Monday, November 4, 2024

Albert

      After our whirlwind trip to the West Coast we moved back into Edna's duplex on 2466 South Caliborne.  This is my step Grandmother we called Mamare who tore up all my childhood photos in a fit of rage. This was because good Catholics did not divorce but soldiered on in a bad marriage. 
        We lived there for awhile.  My half brother Duke and I were almost the same age to the day minus one year. Duke is the favorite of Edna because he is blood related. She fawned over him. Our birthdays were huge affairs celebrated at the same time.         
    This is the essence of Cajuns of French extraction from Quebec. They intermarried with German immigrants.  Read Longfellow to gain insight about the great displacement of French Canadians.

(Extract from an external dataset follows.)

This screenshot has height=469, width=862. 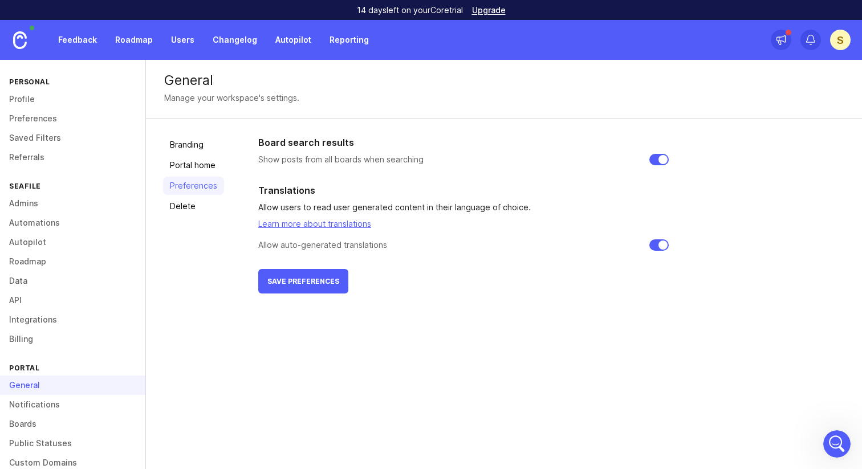 I want to click on span: Save preferences, so click(x=303, y=281).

      The big attraction at Mamare's  were all the fruit trees in her backyard.  My Mother began canning pears for the winter. This is where she got her raw ingredients.  The pears were cooked down with sugar then it was figs and mulberries all made by hand.
     Our favorite was the mulberry tree which we would strip bare of fruit consuming as we climbed. May the purple lipped live forever.

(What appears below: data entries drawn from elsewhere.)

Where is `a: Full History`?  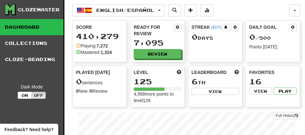
a: Full History is located at coordinates (287, 115).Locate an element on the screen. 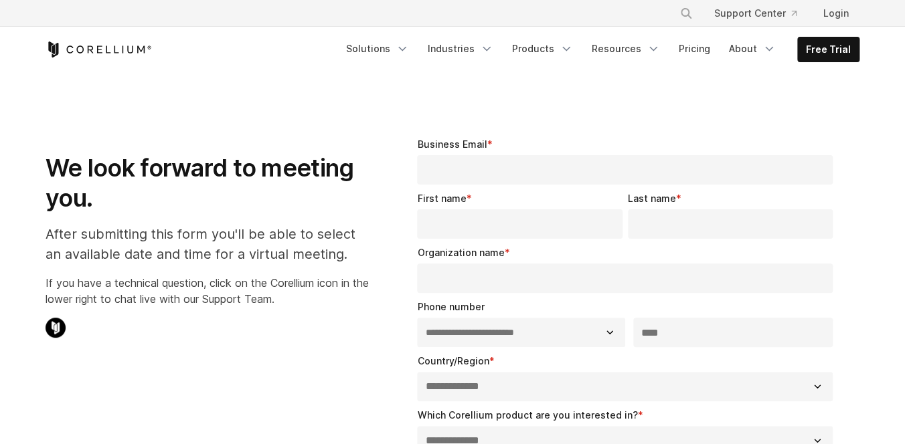 The image size is (905, 444). a: Corellium Home is located at coordinates (98, 50). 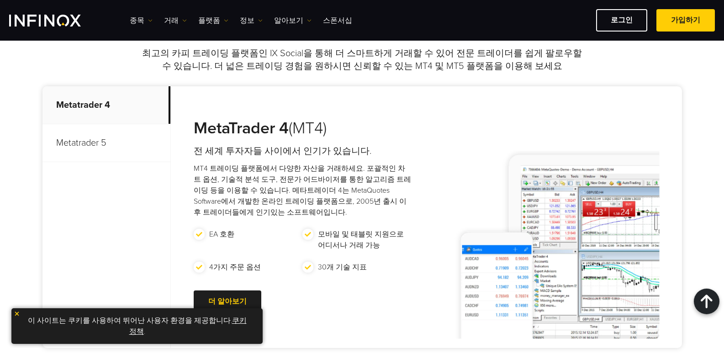 What do you see at coordinates (293, 21) in the screenshot?
I see `a: 알아보기` at bounding box center [293, 21].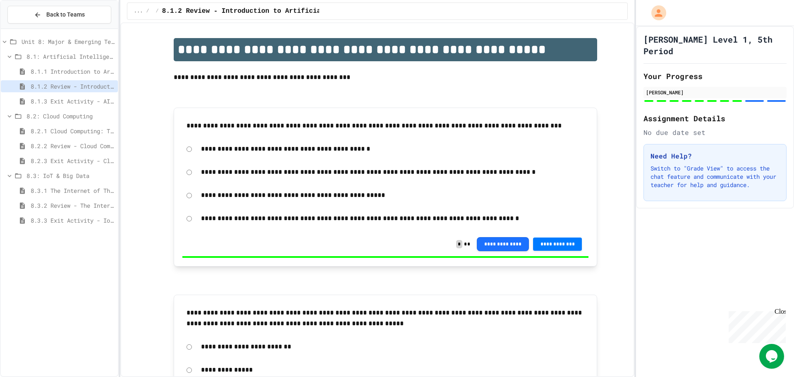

     Albert found us play fighting in the backyard. I was winning. In those days, everything was hung on clotheslines propped up by long poles. He chose that moment for a training session for Duke. He took down the poles and gave one to each of us. He then started showing his only son how to defend himself with me as the foil. In effect, I had to fight both of them with this slender pole.  Talk about learn quickly. This was not a game... it was deadly serious. Welcome to the family in New Orleans. I was tilting windmills just like Don Quiote.
     Eventually, Edna came around to accepting us.  The damage was done though.  All one can do is carry on until you can escape. It was another 13 years before I could leave this insanity.  

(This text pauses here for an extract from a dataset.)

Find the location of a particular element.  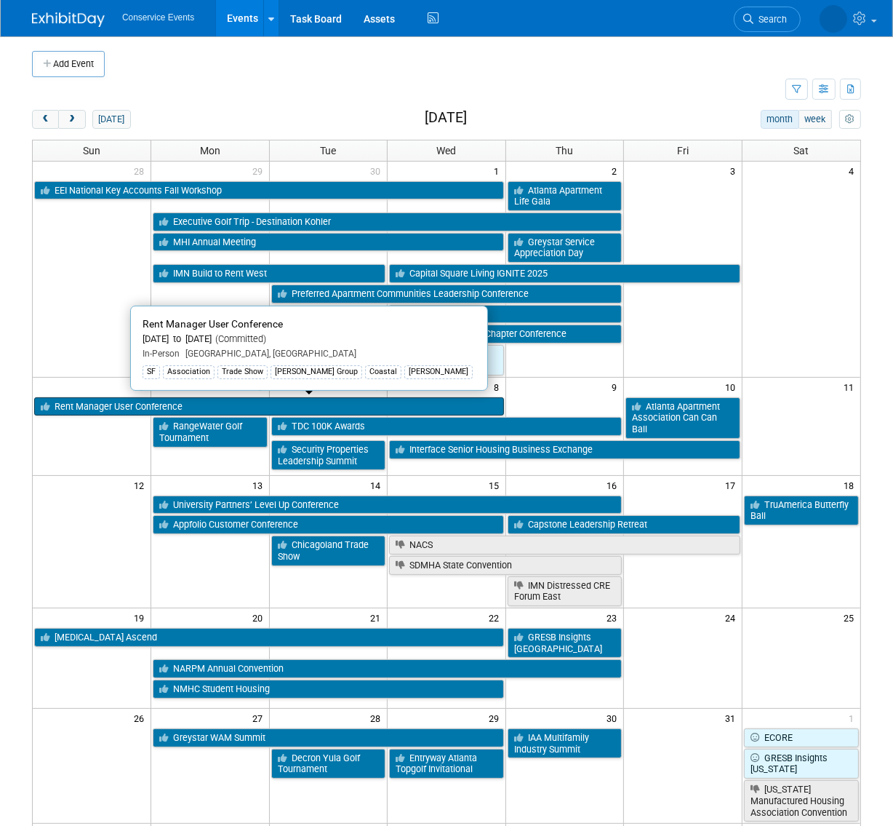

     It was hard times for us. Albert Jr. eventually became my step father.  I finally got over all the life changes I went through and accepted my Mother's choice in a mate.
    I missed my real Dad so much.  I would cry myself to sleep thinking how betrayed I was not to be with him even though he was a flaming drunk and womanizer with two wives. Alex was still my father no matter what. 
     The Seawall with stairs leading down to the water at Lake Ponchartrain was my favorite retreat. The Mardi Gras fountain is where we would take our dates to watch the submarine races at the Lake. 
   The Westend Marina had a watermelon stand we would go to as a family. These melons were transported by boat from the growers across the lake. All that is gone now. The remains are still there but the vibe has changed.
       I rode the train from Chicago through the swamplands just outside of the Big Easy. This is the original City of New Orleans train that makes its way south through gator country. It pitches back and forth as it rambles on. I saw a huge black gator sunning himself as all cold blooded reptiles do.
      At Lake Mireaux, I saw the skinning of giant catfish. The skinner nails the head to a vertical board after making an incision around the girth. He the grabs the loose skin with two pillars and pulls down strongly.  The skin just peals off.
    This track was the only road during the Civil War. It was captured and recaptured many times. It was used to transport the Confederates to the battlefields with all the equipment that goes with them to the front. 
   Very few realize how important the railroad was to the South. The war brought the South to deaths door.  Nearly every Southern family lost members during the war.